Photo/Randall Larson

Interagency training resource

The MEOC has also been invaluable as a resource for interagency training. Palo Alto has displayed its growing fleet at the annual California Mobile Command Center Expo for several years and takes place in mutual aid training throughout the region. The unit’s first formal activation was for the 2010 Urban Shield exercise, where it served as the area command unit for this intensive and large-scale two-day training event.

It still gets involved in local and regional training – with or without the support vehicles – which also keeps the MEOC staff members familiar with mobilizing, operating and demobilizing the vehicle.

In emergency deployments, the unit supports Palo Alto Police, fire and allied agencies through the county and state mutual aid programs.

“We sent the MEOC support vehicle and a good number of my staff up to the Camp Fire in Paradise last year, supporting the mutual aid effort for more than a week,” Dueker said. “The season before last, our MEOC served as the fire incident command post for a big fire right on the border of Palo Alto and Saratoga. So, we deploy for all hazards.”

The next asset Dueker plans to acquire is a military-type solar battery, which can be towed to the incident by the MSV to supply power to MEOC instead of running off on-board or portable generators. “One of those solar batteries has enough power to run our MEOC, theoretically, indefinitely, if we get enough sun on it,” Dueker said.

Over the last decade, Palo Alto’s command vehicle program has grown into one of the Bay Area’s most versatile and uniquely functional specialty teams.

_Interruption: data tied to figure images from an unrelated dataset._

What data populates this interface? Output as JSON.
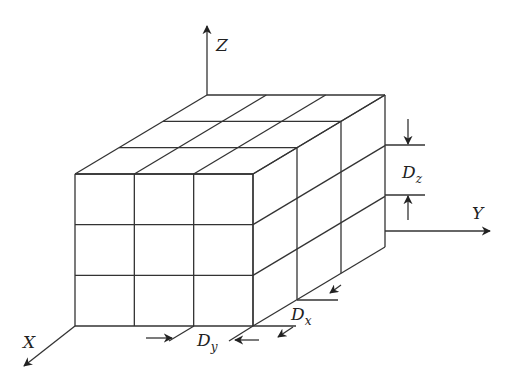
{
  "diagram": {
    "grid": {
      "nx": 3,
      "ny": 3,
      "nz": 3
    },
    "axes": {
      "x": {
        "label": "X"
      },
      "y": {
        "label": "Y"
      },
      "z": {
        "label": "Z"
      }
    },
    "dimensions": {
      "dx": {
        "label": "D",
        "sub": "x"
      },
      "dy": {
        "label": "D",
        "sub": "y"
      },
      "dz": {
        "label": "D",
        "sub": "z"
      }
    },
    "colors": {
      "line": "#333333",
      "background": "#ffffff"
    }
  }
}
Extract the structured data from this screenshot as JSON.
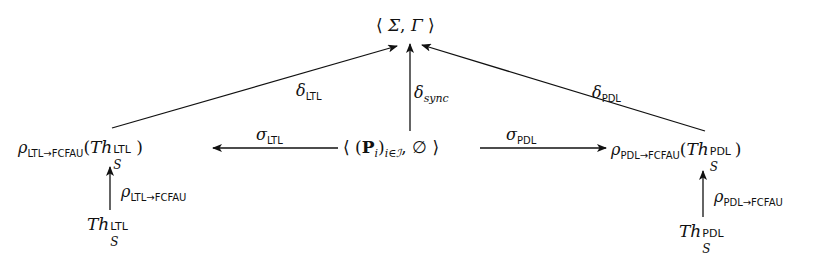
{
  "diagram": {
    "type": "commutative-diagram",
    "nodes": {
      "top": {
        "id": "sigma-gamma",
        "open": "⟨",
        "sigma": "Σ",
        "comma": ",",
        "gamma": "Γ",
        "close": "⟩"
      },
      "center": {
        "id": "products-empty",
        "open": "⟨",
        "lparen": "(",
        "P": "P",
        "i": "i",
        "rparen": ")",
        "index": "i∈ℐ",
        "comma": ",",
        "empty": "∅",
        "close": "⟩"
      },
      "left": {
        "id": "rho-ltl-theory",
        "rho": "ρ",
        "sub": "LTL→FCFAU",
        "paren_open": "(",
        "Th": "Th",
        "S": "S",
        "sup": "LTL",
        "paren_close": ")"
      },
      "right": {
        "id": "rho-pdl-theory",
        "rho": "ρ",
        "sub": "PDL→FCFAU",
        "paren_open": "(",
        "Th": "Th",
        "S": "S",
        "sup": "PDL",
        "paren_close": ")"
      },
      "bottom_left": {
        "id": "th-ltl",
        "Th": "Th",
        "S": "S",
        "sup": "LTL"
      },
      "bottom_right": {
        "id": "th-pdl",
        "Th": "Th",
        "S": "S",
        "sup": "PDL"
      }
    },
    "edges": [
      {
        "id": "delta-ltl",
        "from": "left",
        "to": "top",
        "symbol": "δ",
        "sub": "LTL"
      },
      {
        "id": "delta-sync",
        "from": "center",
        "to": "top",
        "symbol": "δ",
        "sub": "sync"
      },
      {
        "id": "delta-pdl",
        "from": "right",
        "to": "top",
        "symbol": "δ",
        "sub": "PDL"
      },
      {
        "id": "sigma-ltl",
        "from": "center",
        "to": "left",
        "symbol": "σ",
        "sub": "LTL"
      },
      {
        "id": "sigma-pdl",
        "from": "center",
        "to": "right",
        "symbol": "σ",
        "sub": "PDL"
      },
      {
        "id": "rho-ltl",
        "from": "bottom_left",
        "to": "left",
        "symbol": "ρ",
        "sub": "LTL→FCFAU"
      },
      {
        "id": "rho-pdl",
        "from": "bottom_right",
        "to": "right",
        "symbol": "ρ",
        "sub": "PDL→FCFAU"
      }
    ],
    "colors": {
      "ink": "#111111",
      "background": "#ffffff"
    }
  }
}
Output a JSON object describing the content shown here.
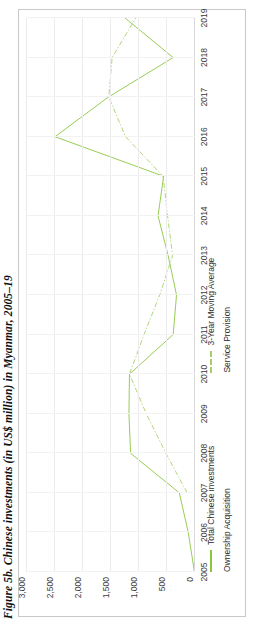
{
  "figure": {
    "title": "Figure 5b. Chinese investments (in US$ million) in Myanmar, 2005–19"
  },
  "colors": {
    "total_line": "#8cc63f",
    "moving_average": "#a8cf6e",
    "ownership_acquisition": "#8cc63f",
    "service_provision": "#8cc63f",
    "gridline": "#ececec",
    "panel_border": "#c9c9c9",
    "text": "#2e2e2e"
  },
  "legend": {
    "position": "bottom",
    "items": [
      {
        "label": "Ownership Acquisition",
        "style": "none"
      },
      {
        "label": "Service Provision",
        "style": "none"
      },
      {
        "label": "Total Chinese investments",
        "style": "solid"
      },
      {
        "label": "3-Year Moving Average",
        "style": "dash-dot"
      }
    ]
  },
  "chart_data": {
    "type": "line",
    "title": "Figure 5b. Chinese investments (in US$ million) in Myanmar, 2005–19",
    "xlabel": "",
    "ylabel": "",
    "grid": true,
    "ylim": [
      0,
      3000
    ],
    "yticks": [
      0,
      500,
      1000,
      1500,
      2000,
      2500,
      3000
    ],
    "ytick_labels": [
      "0",
      "500",
      "1,000",
      "1,500",
      "2,000",
      "2,500",
      "3,000"
    ],
    "x": [
      2005,
      2006,
      2007,
      2008,
      2009,
      2010,
      2011,
      2012,
      2013,
      2014,
      2015,
      2016,
      2017,
      2018,
      2019
    ],
    "xtick_labels": [
      "2005",
      "2006",
      "2007",
      "2008",
      "2009",
      "2010",
      "2011",
      "2012",
      "2013",
      "2014",
      "2015",
      "2016",
      "2017",
      "2018",
      "2019"
    ],
    "series": [
      {
        "name": "Total Chinese investments",
        "style": "solid",
        "color": "#8cc63f",
        "values": [
          10,
          120,
          280,
          1150,
          1180,
          1170,
          390,
          330,
          480,
          660,
          560,
          2500,
          1550,
          390,
          1250
        ]
      },
      {
        "name": "3-Year Moving Average",
        "style": "dash-dot",
        "color": "#a8cf6e",
        "values": [
          null,
          null,
          140,
          520,
          870,
          1170,
          910,
          630,
          400,
          490,
          570,
          1240,
          1540,
          1480,
          1060
        ]
      }
    ]
  }
}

“Our vehicles get smaller and somewhat more specialized as the years go on,” Dueker concluded. “The reality is that a large Type 1 command vehicle is great – and we end up using it more than any of us thought we would. But we realized pretty quickly that we needed an off-road capable truck to haul trailers and sandbags and insert tactical teams and all that, so I was lucky enough to get a separate Homeland Security grants for the MSV, and then we went to the DCV and the UTV. Our big push for the next few years is resilient power. That’s our next big move forward.”


About the author

Randall D. Larson retired after 20 years in public safety communications, serving as a shift supervisor, trainer and field communications supervisor for the San Jose (Calif.) Fire Department. Larson was also the editor of 9-1-1 Magazine from 1995 to 2009 and its online version from 2009 to 2018. He currently resides among the northern California Redwoods writing in a number of fields of interest.